A Savvy Women’s Prayer Group Micro-Funds Its Own Small Miracles

Nairobi | 05/23/2013 9:24am
Vincent Achuka

The biweekly meeting of the Blessed Women, a prayer group turned micro-credit association. Photo credit: Vincent Achuka

On a cloudy Tuesday afternoon at Laini Saba village in Kibera, Mercy Mwangi attends to a customer who has just walked into her garment shop. The woman wants to buy a new dress for her daughter to wear on her tenth birthday. After looking around the small shop, she comes across an orange-and-white pleated dress that delights her.

“I think my daughter would look nice in this,” the customer says. “How much?”

“1,500 shillings,” replies Mercy, stopping her sewing machine. After a small negotiation, they agree on a price and the customer pays for the dress.

As she is about to wrap it in a plastic bag, Mercy receives a call from her friend Charity Mugoiri informing her that “the meeting” is about to start. She completes the sale and hurries off, leaving her shop under the watch of the woman who works next door.

Just six years ago, Mercy was selling sukuma wiki, a type of vegetable that is commonly eaten by the poor in Kenya. But thanks in part to these meetings of women’s micro-credit groups in the slums of Nairobi, she has managed to make the audacious leap to designing and selling her own line of clothes.

“I used to make a profit of about 600 shillings ($7 USD) per month when I was selling sukuma wiki, which was barely enough for my family’s expenses,” she tells me as we head to the meeting, up a flight of stairs to the rented room. “I started my current business from the first 2,000 shillings ($23.50 USD) that I borrowed from the group.”

Mercy belongs to the Blessed Women’s group, an assembly of 13 women who believe they have found a way out of their slum. Kibera represents a side of Kenya not seen in the tourism brochures. Although it is only a 15 minute drive from the city’s center, its living conditions are among the worst on the planet. Poor housing, pollution, disease, unemployment and extreme poverty are just a few of the problems facing the community.

Mercy Mwangi in her shop. She started her business using an initial loan of 2,000 shillings in 2007. She says it’s now worth 50,000. Photo credit: Vincent Achuka

With banking services out of reach for the majority of the people in Kenya, the hundreds of thousands of residents of Nairobi’s informal settlements have difficulty accumulating wealth. Micro-lending groups like Blessed Women offer the much-needed credit required to start or improve a business. Interestingly, the group started as a weekly prayer group meeting, hence the name.

“Sometime before 2006 we started having prayer meetings on a weekly basis at one of the members’ houses. During these meetings, we also discussed issues facing us and we realized poverty was the main problem,” says group member Gladys Wanjiku. “To counter this, we started a merry-go-round where the group would visit [the home of] one member at a time and contribute some money to the host.”

“Our decision to switch to micro-credit amongst ourselves was reached after we attended a workshop on savings and entrepreneurship,” adds the group’s chairwoman Nancy Wanjiku.

The group meets twice a month. During meetings, each member deposits 200 shillings with treasurer Mercy Mureithi. They used to deposit only 50 shillings, but as the members’ financial stability has increased they’ve adjusted it upward.

The money is then consolidated into an account that members are allowed to borrow from, repaying their debts within a month at 10 percent interest. They have two types of loans – a short-term loan allows a member to borrow a maximum of 3,000 shillings and a long-term loan with a ceiling of 5,000 shillings. The interest earned is added to the group’s account to increase their lending capability.

In order to be allowed to borrow, you must have saved with the group for a couple of months. First-time defaulters are required to pay twice the interest amount; defaulting three times will get you expelled. Luckily, that’s never happened so far. At the time of the meeting I attended, a total of 39,500 shillings had been given out as loans. Members are encouraged to borrow more so they can improve their lives.

For instance, Gladys, who has just borrowed 3,200 shillings, says she plans to use the money to buy more stock for her charcoal business. She recently repaid 2,800 she owed to the group. “I am expected to pay back [the loan, plus interest of] 310 shillings,” she says, “which is quite cheap compared to asking a loan from a bank. Banks have a lot of bureaucratic procedures which make it impossible for poor women like me to borrow.”

The group’s vision is to give every member a chance to relocate from the slums, and it seems they’re on course — every woman in the group has started a small business with the money they were able to borrow. In fact, in February of last year the group collectively bought a piece of land in Thika, on the edge of Nairobi, for 250,000 shillings. They are planning to build some houses there as an investment. Right now they are attending workshops on entrepreneurship to get the skills they’ll need to develop the land.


EXERCISE BRIEF: Without the pictures, print the lines from the one holding "Find the location" through the last line below, both included, exactly as they stand.

*** Opening RECORDS ***

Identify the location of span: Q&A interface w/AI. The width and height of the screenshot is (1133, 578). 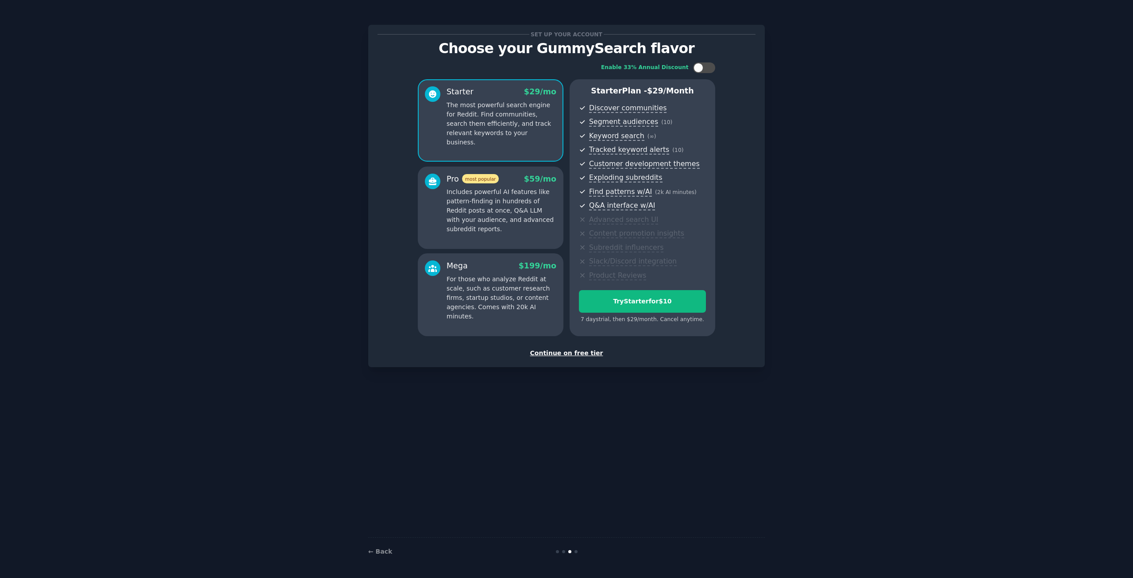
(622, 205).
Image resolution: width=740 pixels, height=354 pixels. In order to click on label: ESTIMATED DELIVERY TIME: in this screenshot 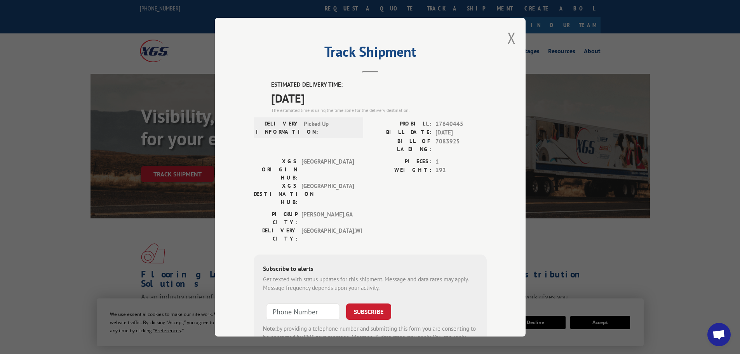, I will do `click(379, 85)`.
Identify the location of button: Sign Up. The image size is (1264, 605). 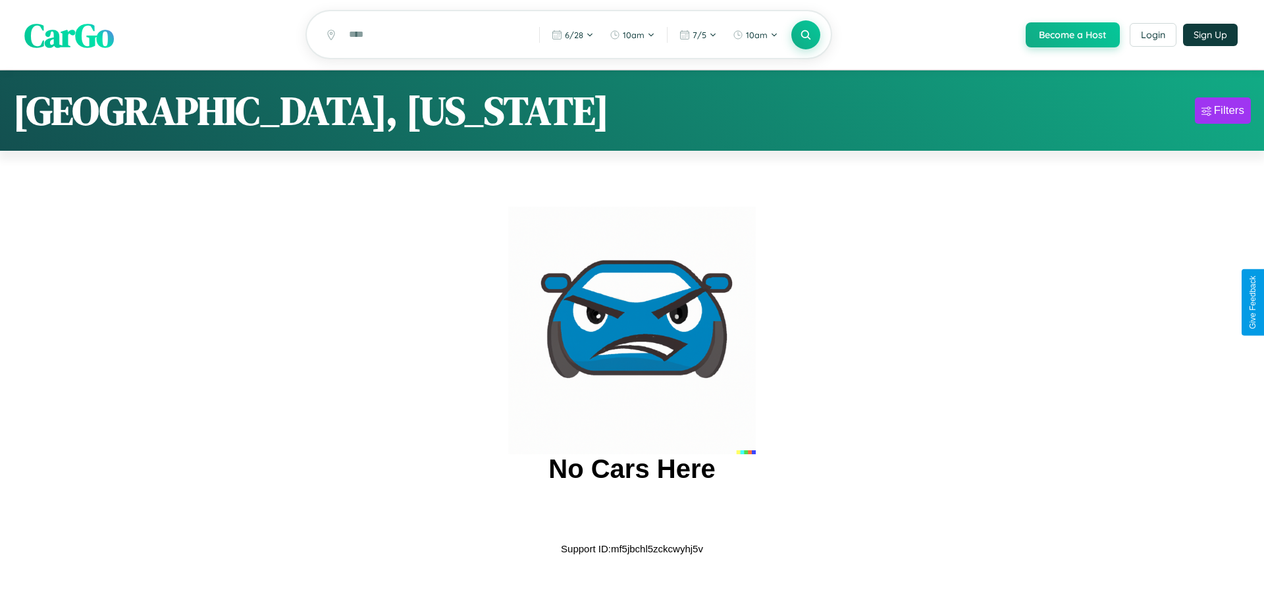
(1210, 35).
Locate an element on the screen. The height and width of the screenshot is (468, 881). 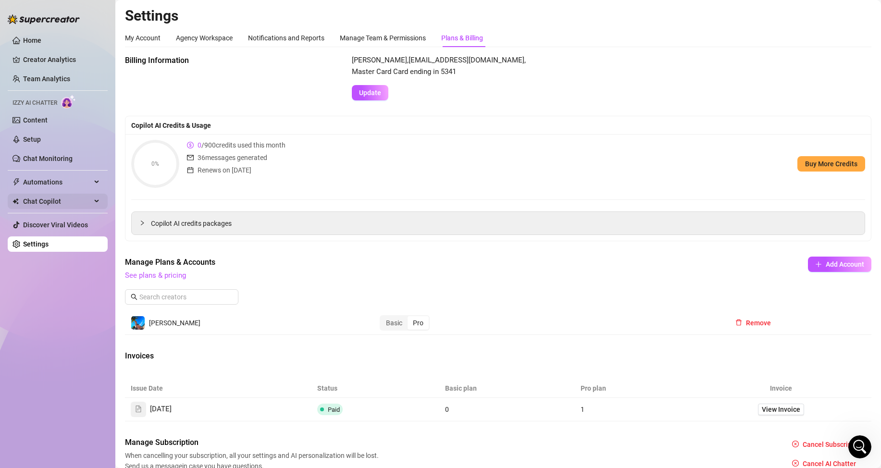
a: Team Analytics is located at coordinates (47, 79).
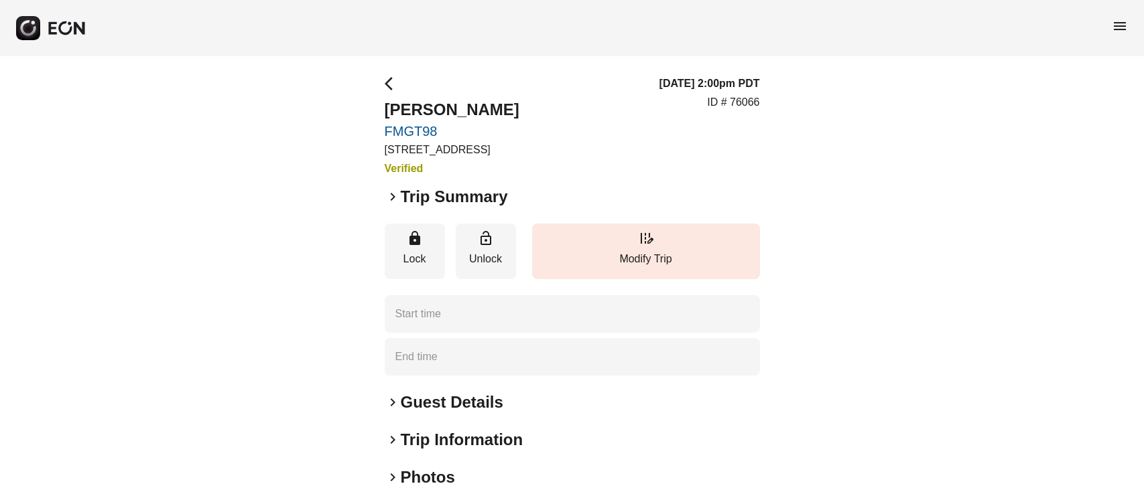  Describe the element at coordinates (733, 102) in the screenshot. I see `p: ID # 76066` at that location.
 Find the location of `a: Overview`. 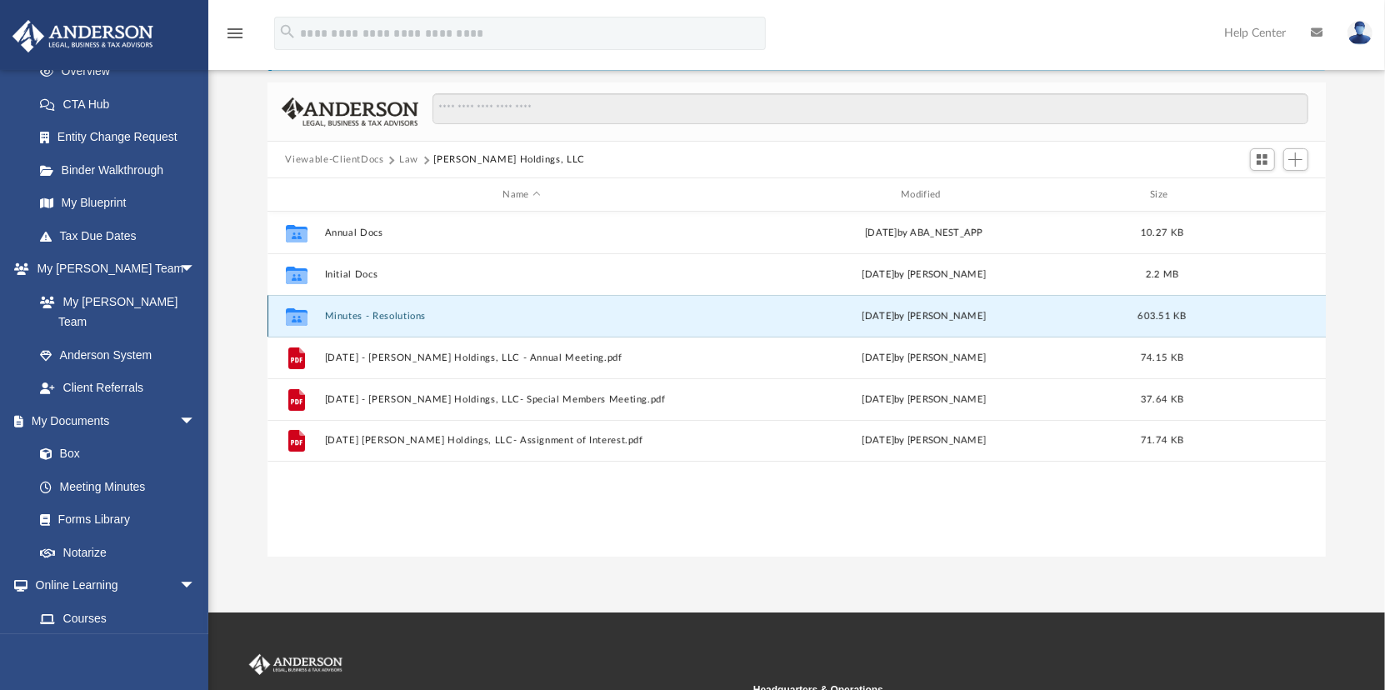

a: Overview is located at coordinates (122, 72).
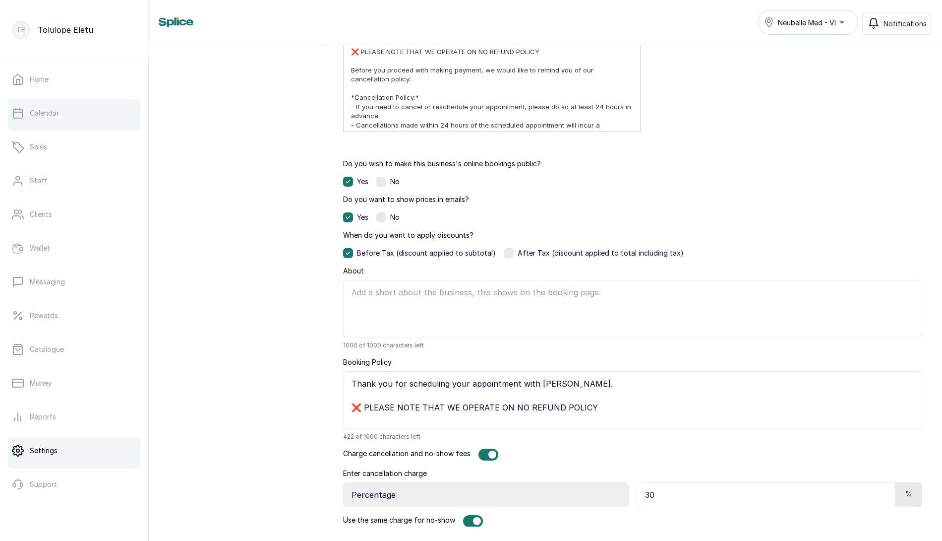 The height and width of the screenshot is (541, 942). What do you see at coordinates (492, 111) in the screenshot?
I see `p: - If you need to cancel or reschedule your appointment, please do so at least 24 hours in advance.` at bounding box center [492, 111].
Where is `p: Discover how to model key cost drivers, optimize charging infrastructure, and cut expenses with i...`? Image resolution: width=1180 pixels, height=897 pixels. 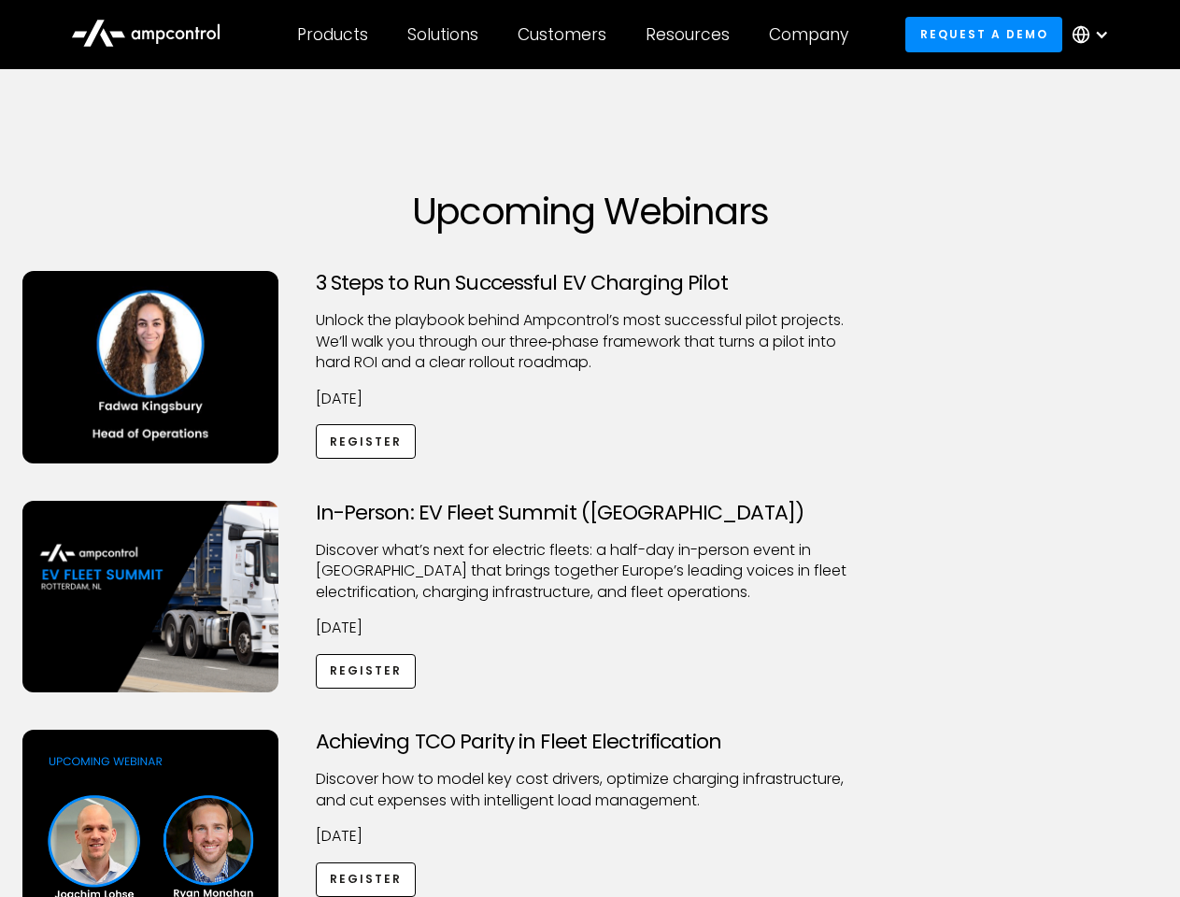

*** Closing RECORDS ***

TASK ANSWER:
 Find the location of `a: Overview`. 

a: Overview is located at coordinates (122, 72).
 The height and width of the screenshot is (541, 942). What do you see at coordinates (492, 111) in the screenshot?
I see `p: - If you need to cancel or reschedule your appointment, please do so at least 24 hours in advance.` at bounding box center [492, 111].
Where is `p: Discover how to model key cost drivers, optimize charging infrastructure, and cut expenses with i...`? Image resolution: width=1180 pixels, height=897 pixels. 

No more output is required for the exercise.